- Joined
- Sep 23, 2011
- Messages
- 24
- Motherboard
- Gigabyte GA-Z270X-UD3
- CPU
- i7-7700K
- Graphics
- RX 580
- Mac
-
- Mobile Phone
-
I struggled with this for quite some time, so I thought I'd post it for anyone else who finds themselves in this situation.
My disk layout:
Solid -> SSD with macOS partition and a Scratch partition for temporary files
Data -> SSD with home directory
Backup -> HDD with partitions for backups of Solid and Data
After installing High Sierra, Solid looks like this:
No EFI partition!
Scratch now looks like this:
Thus, to mount the EFI partition for Solid (disk3) I have to mount /dev/disk2s1
I am sure this was obvious to some, but it took me a while to figure out that Solid (my main macOS partition) is now a virtual disk mounted from a physical disk that is now named after the Scratch partition. Thus, to find the correct EFI partition, look for "Physical Store diskNsN" on your boot disk where diskNsN will point to the physical disk on which the EFI partition resides.
My disk layout:
Solid -> SSD with macOS partition and a Scratch partition for temporary files
Data -> SSD with home directory
Backup -> HDD with partitions for backups of Solid and Data
After installing High Sierra, Solid looks like this:
Code:
/dev/disk3 (synthesized):
#: TYPE NAME SIZE IDENTIFIER
0: APFS Container Scheme - +240.2 GB disk3
Physical Store disk2s2
1: APFS Volume Solid 120.5 GB disk3s1
2: APFS Volume Preboot 19.0 MB disk3s2
3: APFS Volume Recovery 520.8 MB disk3s3
4: APFS Volume VM 3.2 GB disk3s4
No EFI partition!
Scratch now looks like this:
Code:
/dev/disk2 (internal, physical):
#: TYPE NAME SIZE IDENTIFIER
0: GUID_partition_scheme *480.1 GB disk2
1: EFI EFI 209.7 MB disk2s1
2: Apple_APFS Container disk3 240.2 GB disk2s2
3: Apple_HFS Scratch 239.5 GB disk2s3
Thus, to mount the EFI partition for Solid (disk3) I have to mount /dev/disk2s1
I am sure this was obvious to some, but it took me a while to figure out that Solid (my main macOS partition) is now a virtual disk mounted from a physical disk that is now named after the Scratch partition. Thus, to find the correct EFI partition, look for "Physical Store diskNsN" on your boot disk where diskNsN will point to the physical disk on which the EFI partition resides.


= Work to be completed =
Take the data below. Output it exactly from its first line through the line containing "This screenshot has width=1196, height=851.".

(Stored data entries)
-*-
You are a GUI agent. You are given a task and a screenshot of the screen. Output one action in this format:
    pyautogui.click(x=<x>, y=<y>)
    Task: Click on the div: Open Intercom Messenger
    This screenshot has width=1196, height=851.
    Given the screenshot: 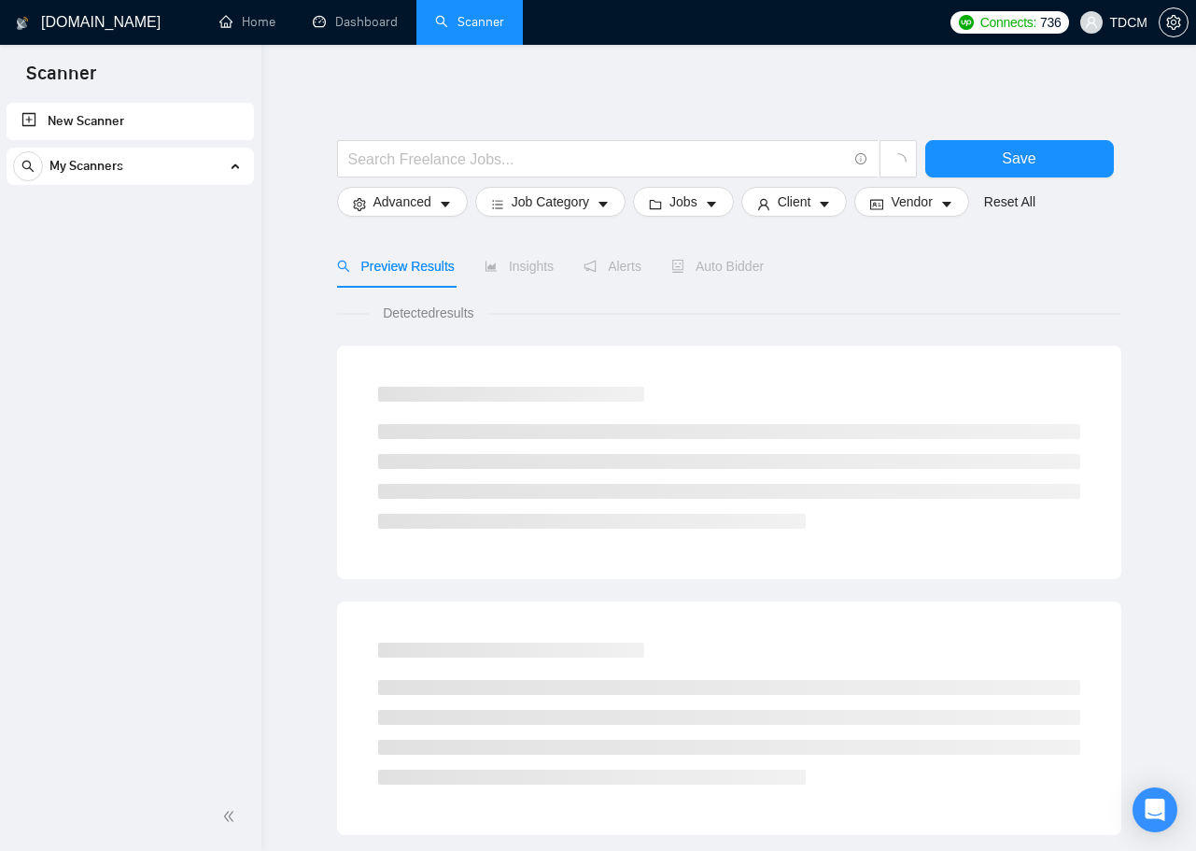 What is the action you would take?
    pyautogui.click(x=1155, y=810)
    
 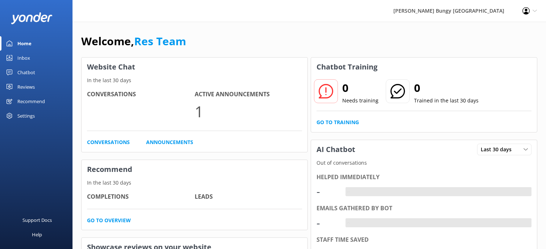 I want to click on p: Needs training, so click(x=360, y=101).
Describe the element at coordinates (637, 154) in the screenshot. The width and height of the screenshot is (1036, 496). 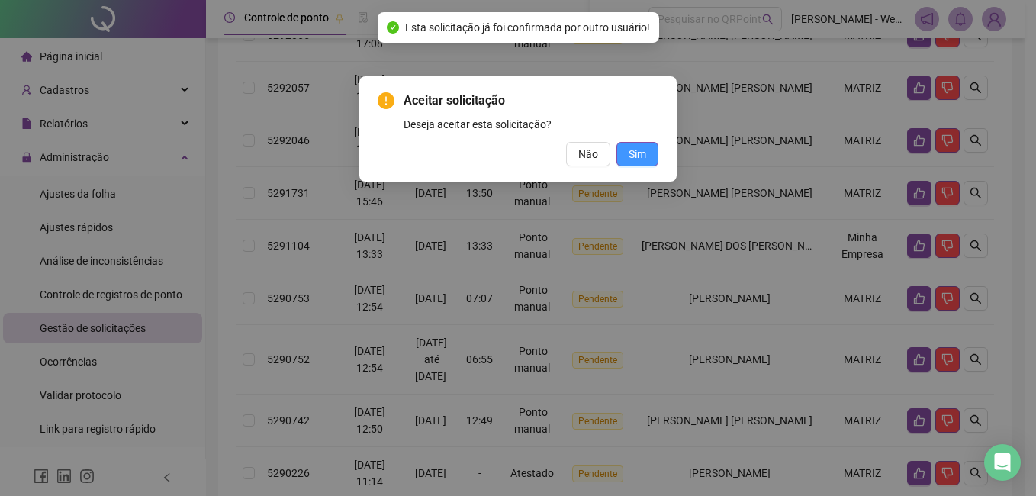
I see `button: Sim` at that location.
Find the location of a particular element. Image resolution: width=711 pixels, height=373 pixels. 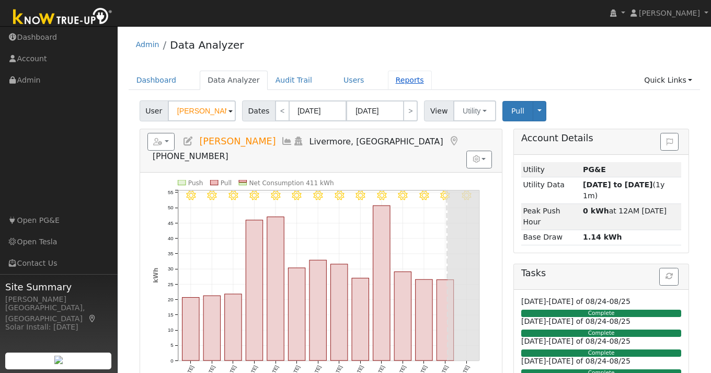

a: Dashboard is located at coordinates (156, 80).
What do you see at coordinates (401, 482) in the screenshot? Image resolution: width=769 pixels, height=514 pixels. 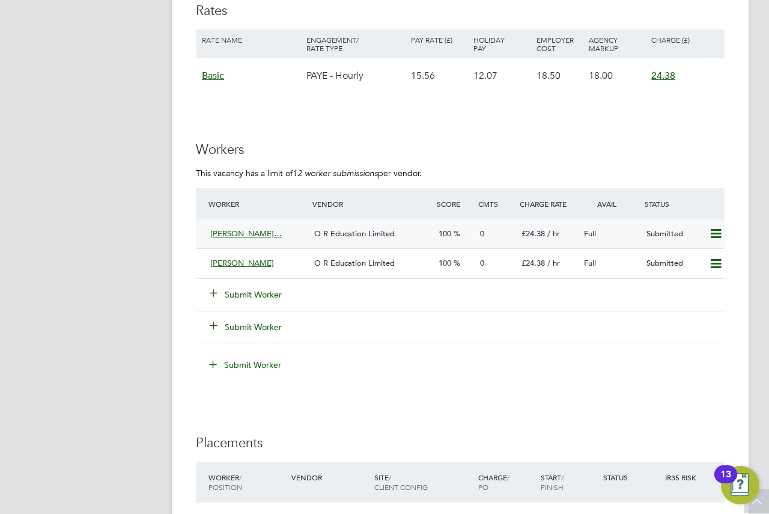 I see `span: / Client Config` at bounding box center [401, 482].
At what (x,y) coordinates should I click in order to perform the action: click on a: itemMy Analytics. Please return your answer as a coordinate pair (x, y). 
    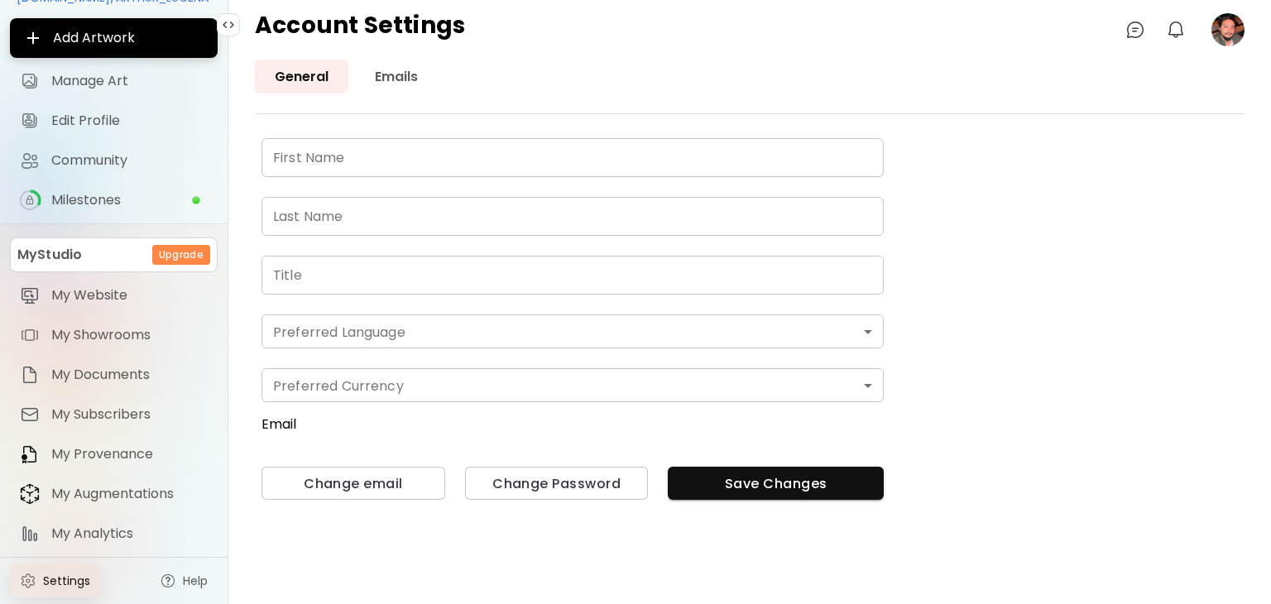
    Looking at the image, I should click on (113, 534).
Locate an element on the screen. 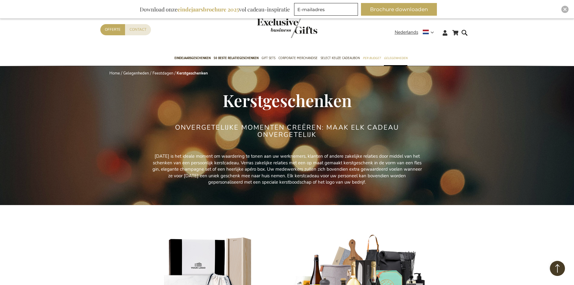 Image resolution: width=574 pixels, height=285 pixels. span: 50 beste relatiegeschenken is located at coordinates (236, 58).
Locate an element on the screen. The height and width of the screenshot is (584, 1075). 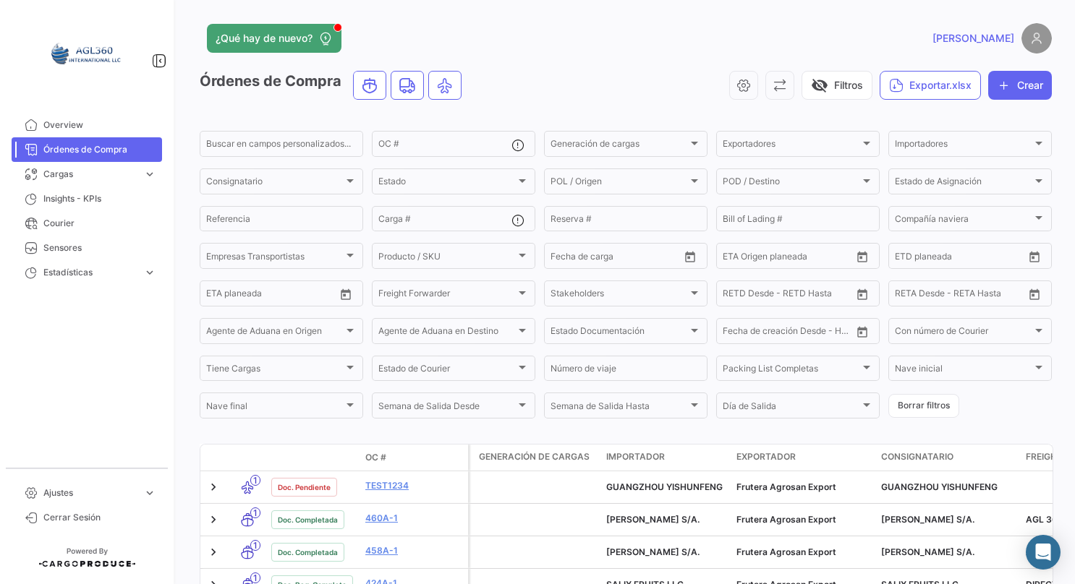
datatable-header-cell: Consignatario is located at coordinates (947, 458).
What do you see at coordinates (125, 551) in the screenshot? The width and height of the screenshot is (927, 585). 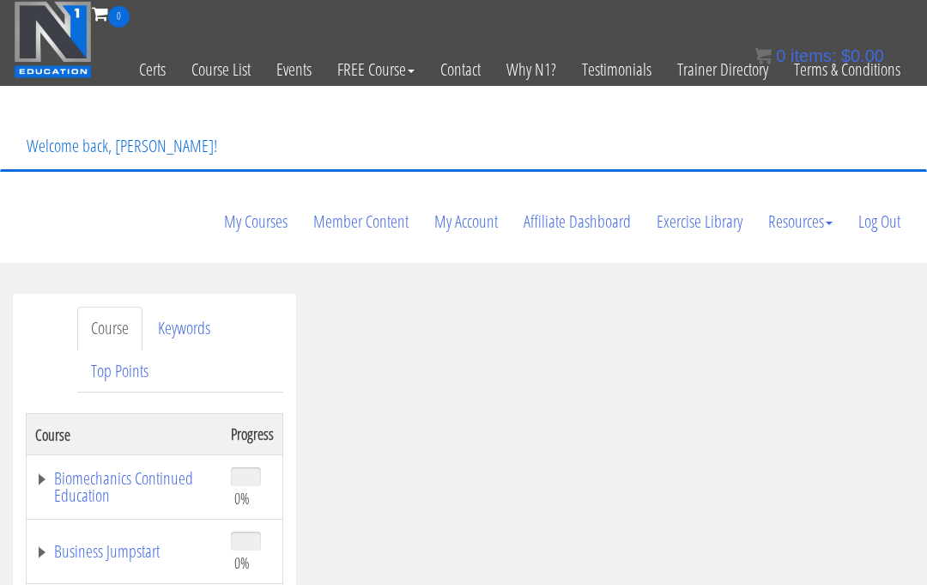 I see `a: Business Jumpstart` at bounding box center [125, 551].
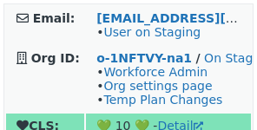 Image resolution: width=257 pixels, height=130 pixels. Describe the element at coordinates (54, 18) in the screenshot. I see `strong: Email:` at that location.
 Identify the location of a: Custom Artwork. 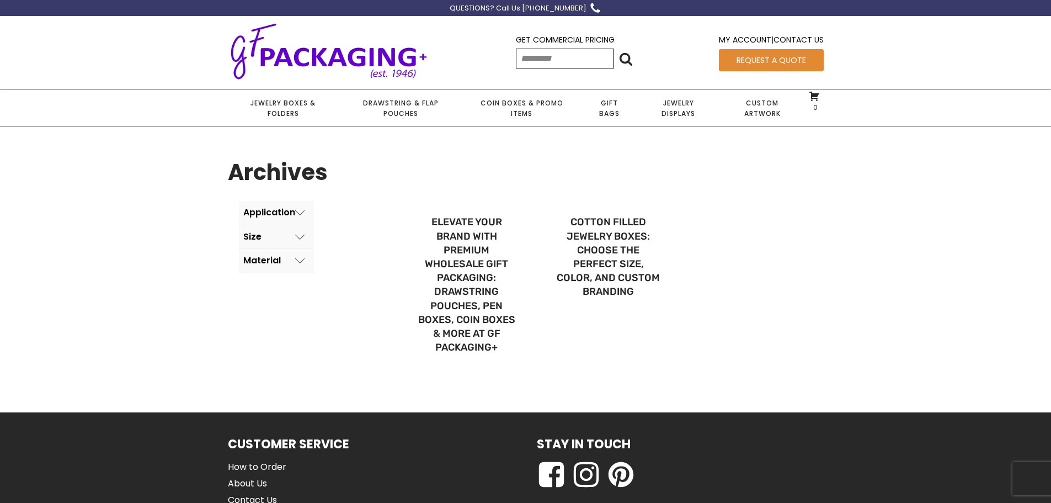
(762, 108).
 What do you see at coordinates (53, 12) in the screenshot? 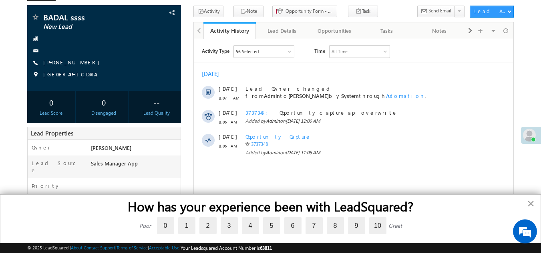
I see `div: 56 Selected` at bounding box center [53, 12].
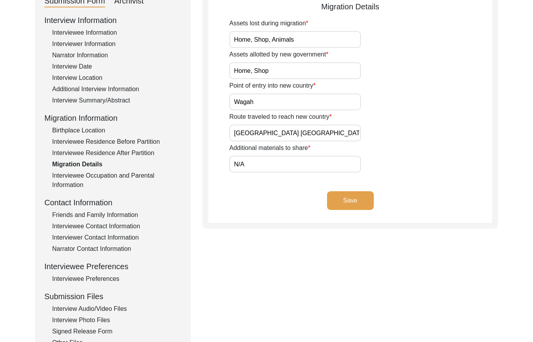 This screenshot has height=342, width=533. Describe the element at coordinates (270, 148) in the screenshot. I see `label: Additional materials to share` at that location.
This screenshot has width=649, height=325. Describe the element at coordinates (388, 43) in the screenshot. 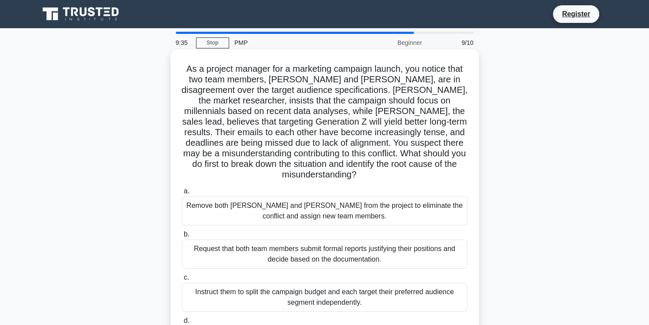

I see `div: Beginner` at that location.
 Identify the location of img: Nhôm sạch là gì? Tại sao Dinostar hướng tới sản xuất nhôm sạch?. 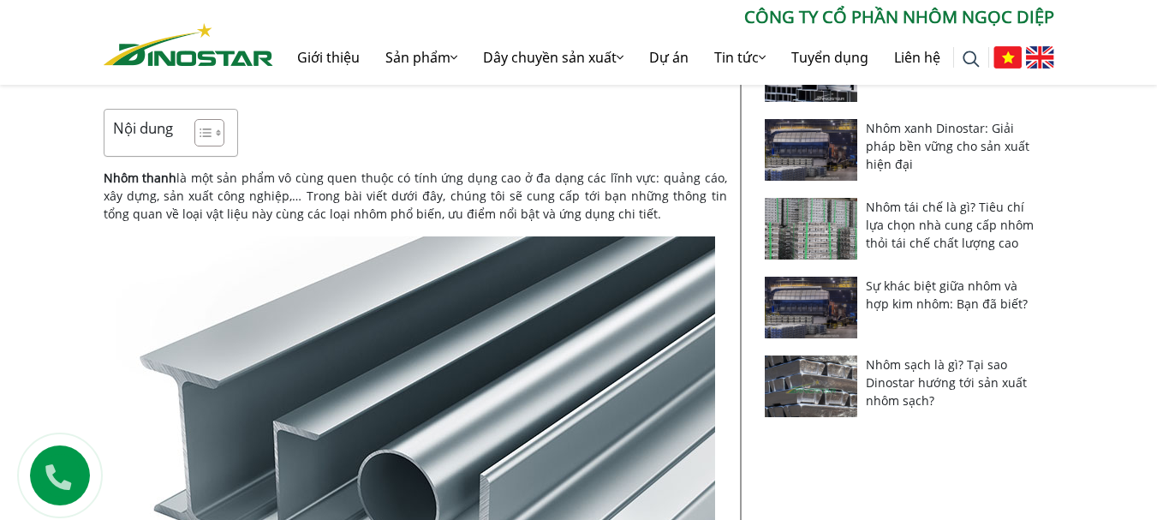
(811, 386).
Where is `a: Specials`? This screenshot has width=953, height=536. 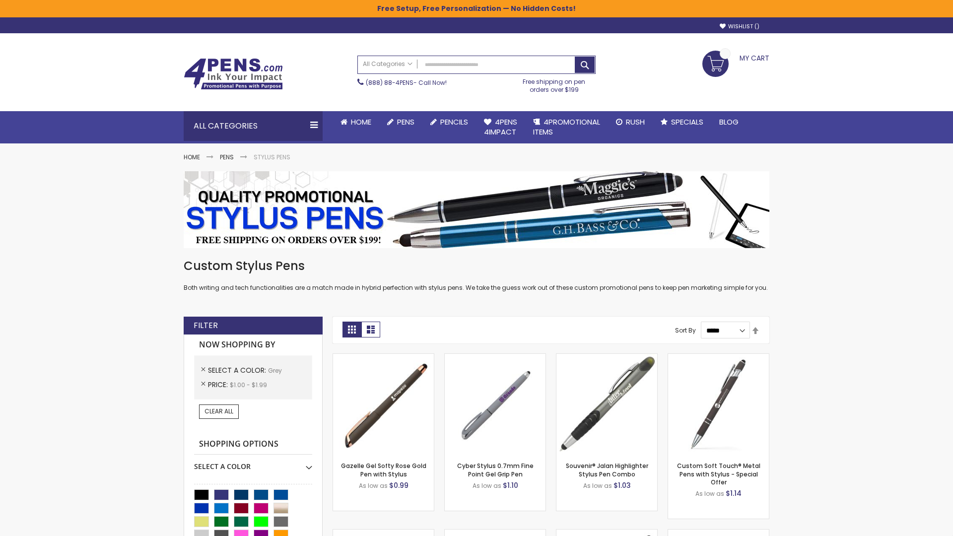 a: Specials is located at coordinates (682, 122).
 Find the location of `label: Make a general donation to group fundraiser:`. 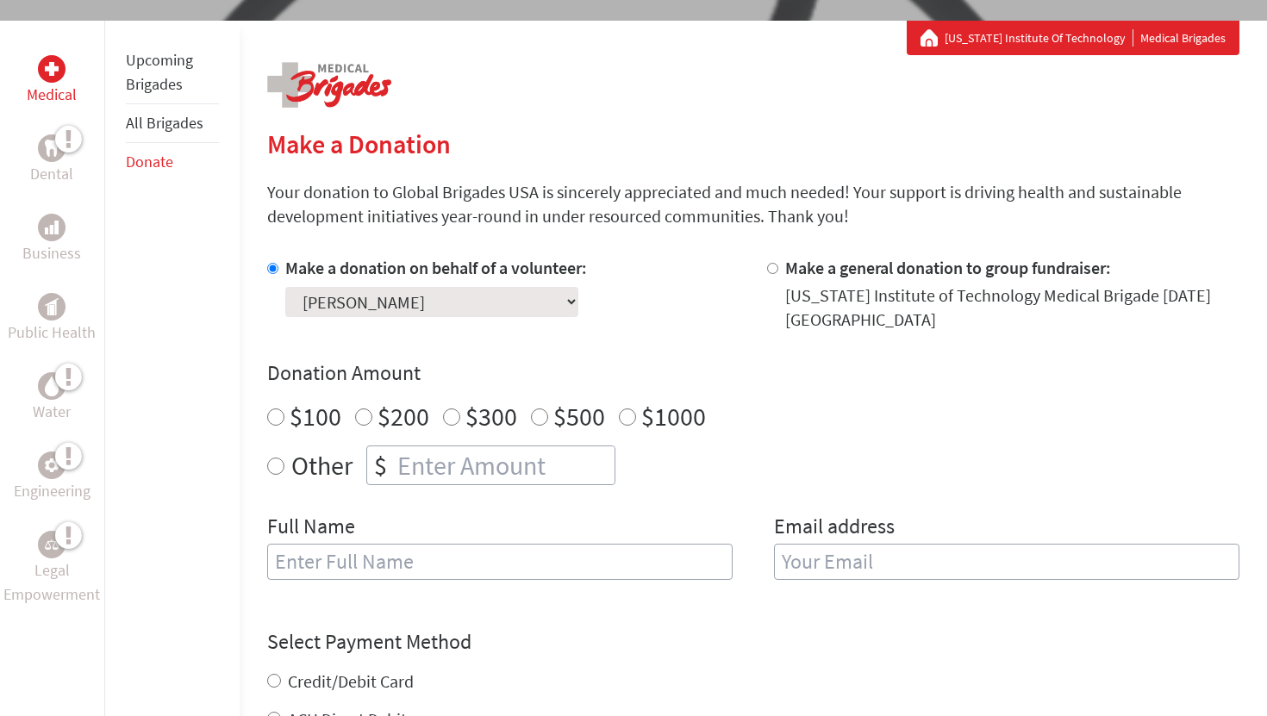

label: Make a general donation to group fundraiser: is located at coordinates (948, 267).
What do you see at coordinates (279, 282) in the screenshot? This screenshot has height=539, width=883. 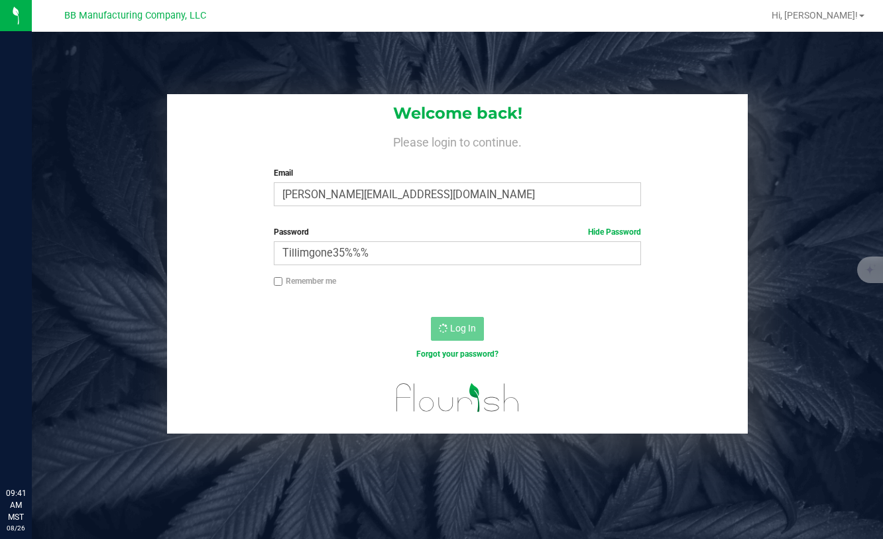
-*-
= Answer =
You are a GUI agent. You are given a task and a screenshot of the screen. Output one action in this format:
    pyautogui.click(x=<x>, y=<y>)
    Task: Click on the div: Open Intercom Messenger
    This screenshot has width=1196, height=851.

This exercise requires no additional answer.